Re-birthed from my Saturn’s return in Pisces, I’m now going deeper, committing to go beyond what’s constrained to a finite conventional space (physical, digital or cosmic) —to nurture creativity and love. I have changed my relationship with self worth and trust as I’m called to share my gifts. I welcome you to my artistic journey of remembering while releasing any shame, fear, or guilt through the process; a personal and collective healing.
I am honored to continue the work of my matrilineal inheritance passed softly through my grandmothers, whose lives carried the suppressed memory of the Babaylan.

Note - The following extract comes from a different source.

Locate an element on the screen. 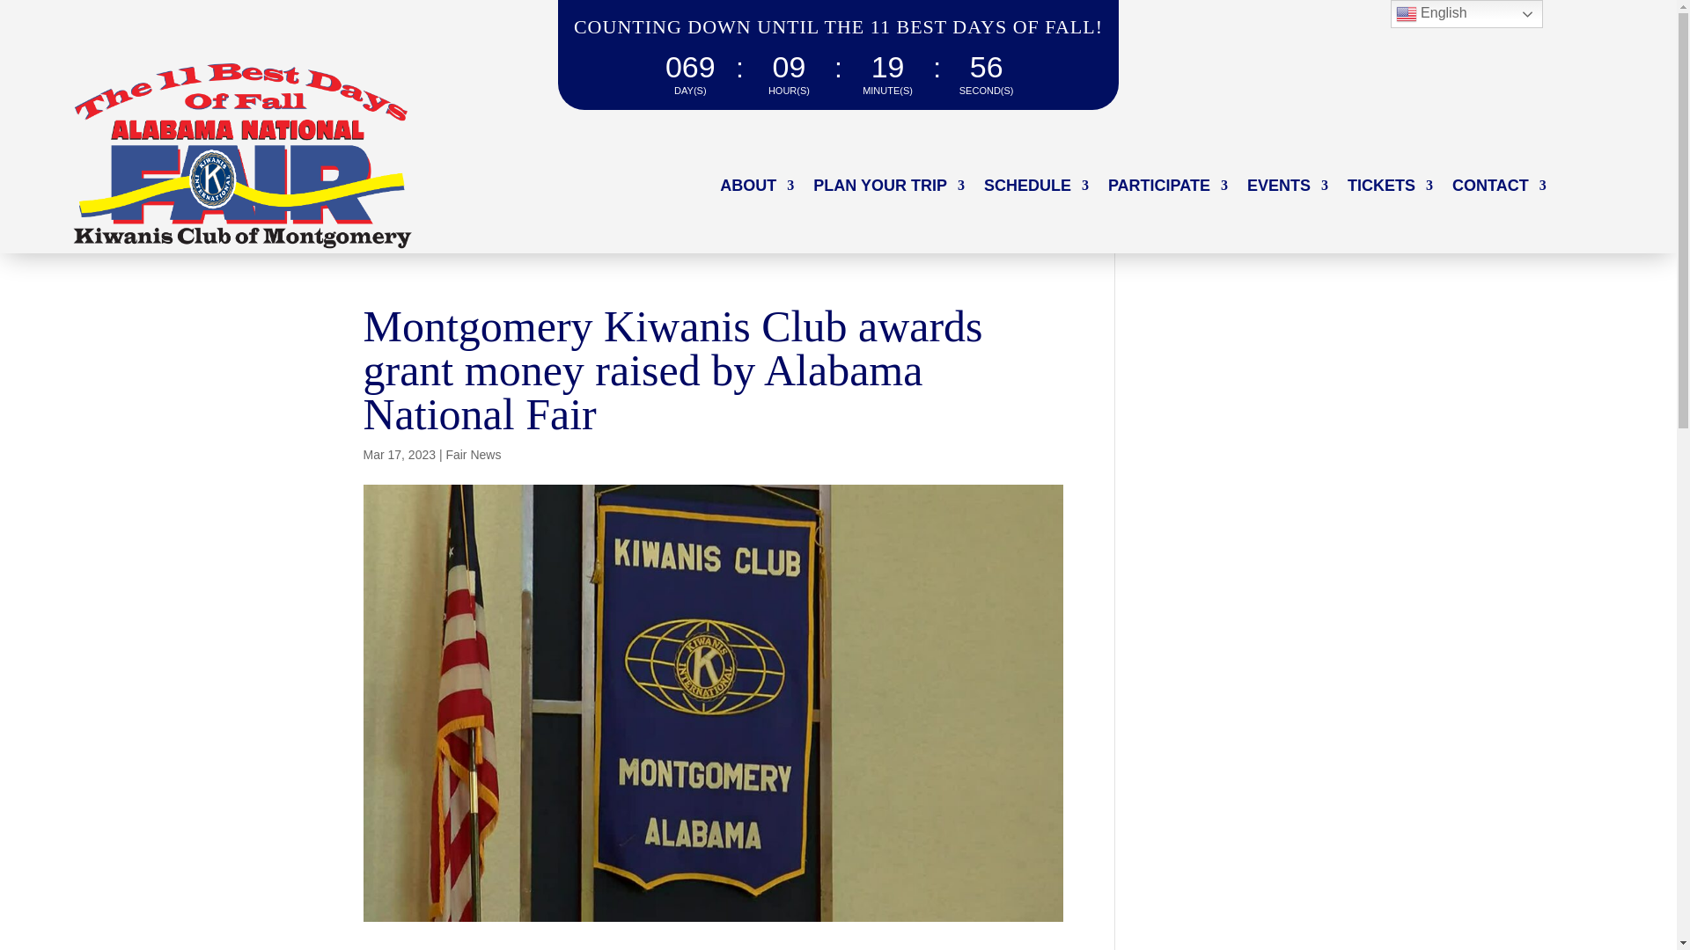 The width and height of the screenshot is (1690, 950). PLAN YOUR TRIP is located at coordinates (889, 188).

On my maternal side, Cleopatra, a theologian and wounded mystic from Romblon (Visayas), self-published her visions filled with her drawings and fragmented religious writings titled The Ultimate Days. Though ungrounded, and dismissed by colonial frameworks, her gifts left their mark.
My paternal grandmother Anita, a singer, teacher, and folk herbalist from La Paz, Tarlac (Luzon) shared her devotion through jasmine garlands, food offerings, and ancestral ritual. She created her own beautiful sanctuary through earth-bound gestures of love for her family.
Neither were named Babaylan in their time –but through their dreams, rituals, and quiet resistance throughout their resilient lives, they kept the spirit alive. I continue to walk this path to expand from their practice and to lead with my heart.